I was deep into the newspaper when I noticed something move across the room right above my line of sight. A faint white blur about the size of a baseball made a tight loop on the wall above the window.

Um, okaaaay, I thought, as I checked the level of wine still in my glass. I knew I was dog tired. It must have been my imagination.

I continued reading the paper. A few seconds later it happend again, this time a few feet to the right of the last place. Once again it was a swirling motion, like someone waving their hand. All right, I thought. I did not imagine THAT! I folded the newspaper and stood up.

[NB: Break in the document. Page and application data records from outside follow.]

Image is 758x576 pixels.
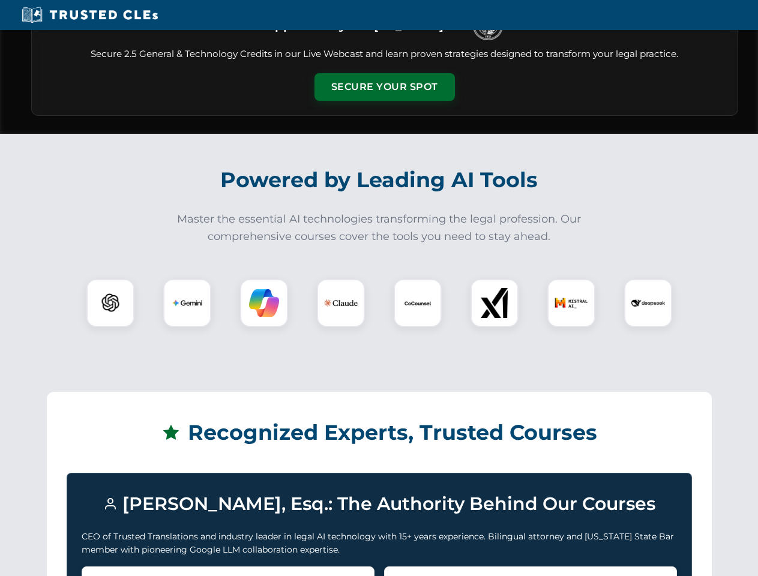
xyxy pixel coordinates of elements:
[394,279,442,327] div: CoCounsel
[67,412,692,454] h2: Recognized Experts, Trusted Courses
[86,279,134,327] div: ChatGPT
[547,279,595,327] div: Mistral AI
[324,286,358,320] img: Claude Logo
[82,488,677,520] h3: [PERSON_NAME], Esq.: The Authority Behind Our Courses
[554,286,588,320] img: Mistral AI Logo
[46,47,723,61] p: Secure 2.5 General & Technology Credits in our Live Webcast and learn proven strategies designed ...
[631,286,665,320] img: DeepSeek Logo
[317,279,365,327] div: Claude
[82,530,677,557] p: CEO of Trusted Translations and industry leader in legal AI technology with 15+ years experience....
[172,288,202,318] img: Gemini Logo
[93,286,128,320] img: ChatGPT Logo
[470,279,518,327] div: xAI
[163,279,211,327] div: Gemini
[314,73,455,101] button: Secure Your Spot
[479,288,509,318] img: xAI Logo
[249,288,279,318] img: Copilot Logo
[169,211,589,245] p: Master the essential AI technologies transforming the legal profession. Our comprehensive courses...
[18,6,161,24] img: Trusted CLEs
[240,279,288,327] div: Copilot
[47,159,712,201] h2: Powered by Leading AI Tools
[403,288,433,318] img: CoCounsel Logo
[624,279,672,327] div: DeepSeek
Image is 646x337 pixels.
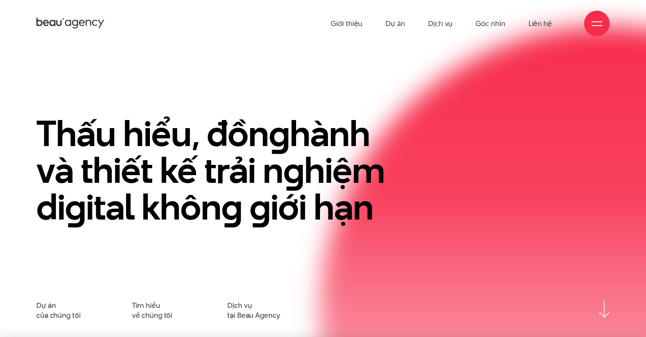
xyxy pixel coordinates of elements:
en: g [249,182,270,232]
en: g [283,145,304,195]
en: g [269,108,290,158]
a: Tìm hiểuvề chúng tôi [132,301,173,320]
a: Dự áncủa chúng tôi [36,301,80,320]
a: Dịch vụtại Beau Agency [227,301,280,320]
en: g [65,182,86,232]
en: g [221,182,242,232]
h1: Thấu hiểu, đồn hành và thiết kế trải n hiệm di ital khôn iới hạn [36,115,414,225]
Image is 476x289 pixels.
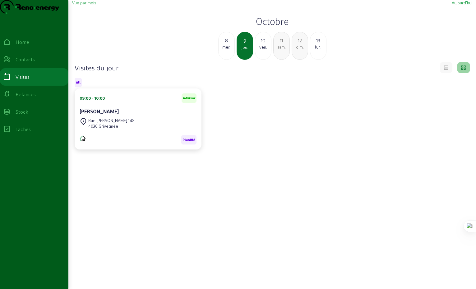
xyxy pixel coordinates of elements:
div: 9 [237,37,253,44]
div: Relances [16,91,36,98]
div: 8 [219,37,235,44]
span: All [76,80,81,85]
span: Vue par mois [72,0,96,5]
div: Rue [PERSON_NAME] 148 [88,118,135,123]
div: Stock [16,108,28,115]
span: Aujourd'hui [452,0,473,5]
div: 10 [255,37,271,44]
div: 09:00 - 10:00 [80,95,105,101]
div: ven. [255,44,271,50]
div: Visites [16,73,30,81]
div: mer. [219,44,235,50]
div: lun. [311,44,326,50]
div: Home [16,38,29,46]
h4: Visites du jour [75,63,119,72]
div: Contacts [16,56,35,63]
div: Tâches [16,125,31,133]
div: dim. [292,44,308,50]
div: sam. [274,44,290,50]
span: Advisor [183,96,195,100]
cam-card-title: [PERSON_NAME] [80,108,119,114]
div: 11 [274,37,290,44]
span: Planifié [183,138,195,142]
img: CIME [80,135,86,141]
h2: Octobre [72,16,473,27]
div: 12 [292,37,308,44]
div: 4030 Grivegnée [88,123,135,129]
div: 13 [311,37,326,44]
div: jeu. [237,44,253,50]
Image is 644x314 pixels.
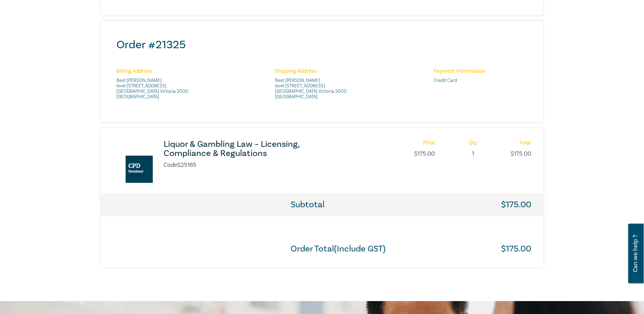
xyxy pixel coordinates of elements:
p: $ 175.00 [415,149,435,158]
p: $ 175.00 [511,149,532,158]
p: 1 [468,149,477,158]
h6: Shipping Address [275,68,373,74]
li: Code S25165 [164,161,196,170]
a: Liquor & Gambling Law – Licensing, Compliance & Regulations [164,139,343,158]
h6: Billing Address [116,68,214,74]
h3: $ 175.00 [502,200,532,209]
span: Can we help ? [632,227,639,279]
h2: Order # 21325 [116,38,531,52]
h3: Order Total(Include GST) [291,244,385,254]
h3: Subtotal [291,200,325,209]
span: Best [PERSON_NAME] [275,78,373,83]
img: Liquor & Gambling Law – Licensing, Compliance & Regulations [126,155,153,182]
h6: Price [415,139,435,146]
h6: Total [511,139,532,146]
h6: Payment Information [434,68,531,74]
span: Best [PERSON_NAME] [116,78,214,83]
span: level [STREET_ADDRESS] [GEOGRAPHIC_DATA] Victoria 3000 [GEOGRAPHIC_DATA] [275,83,373,99]
h6: Qty [468,139,477,146]
h3: $ 175.00 [502,244,532,254]
span: level [STREET_ADDRESS] [GEOGRAPHIC_DATA] Victoria 3000 [GEOGRAPHIC_DATA] [116,83,214,99]
span: Credit Card [434,78,531,83]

Being of a relatively open mind, I am not averse to the idea of the existence of things yet unknown. That said, I was stumped to simply explain it away. Twice I saw it. As the saying goes, “fool me once…

Kelly didn’t look up from her book when I began to pace the floor, trying to justify what I saw and debating whether to tell her. Gosh, what if my wife thought I was, well, weird?

“Uh, honey,” I finally said. “I think someone is trying to get my attention.” Kelly looked up but didn’t really buy into what I was saying. She was way too sleepy at this point for a deep metaphysical talk. I proceeded to start one, anyway, but gave up when I saw I was losing my audience. We went to bed soon afterward.

I have never claimed to see ghosts. I wouldn’t know what one looked like if it shook my hand. And I’m not sure what it actually was that I saw. Still, I could find few possible logical causes. Darkness had long since fallen on the cabin. Nestled in the woods, there was no chance that the light was caused by a stray headlight. Though Kelly was reading behind me, she had already removed her jewelry. Even if she hadn’t, she was reading by a floor lamp reflecting light on the ceiling. No chance for a glint of light to be cast from her ring or necklace. I could blame the light on nothing other than my imagination or an actual event. I was willing to chalk the first one up to imagination, but not the second one.

As we packed up this morning, the owner of the place stopped by and asked us about our stay. “How was the cabin?” he started off. I listed a few mechanical things we had noticed – like the tub not draining properly. You know, nothing major. After every item, he said “Thanks a lot. I wouldn’t otherwise know these things since I don’t live here anymore.” Though all I wanted to do then was get going on our trip to Linville Falls, it occured to me later that his statement had to be a lie. How can you own a house for 10+ years, rent it out, clean it after every rental and then plead ignorance to its problems? It didn’t wash with me. Just one of those things that made me wonder if he had a secret.

Later in our drive, I began to suspect the owner may have been “fishing” for information. After every minor annoyance I would report, he would say “and anything else? Did you notice anything else?” His odd questioning only made me more convinced I had not imagined what I saw. It made me wonder if I wasn’t the first guest to notice something unusual in the cabin.

So, was I imaging things? Or is it time I checked myself in to Dorothea Dix? Or long past time? What do you think?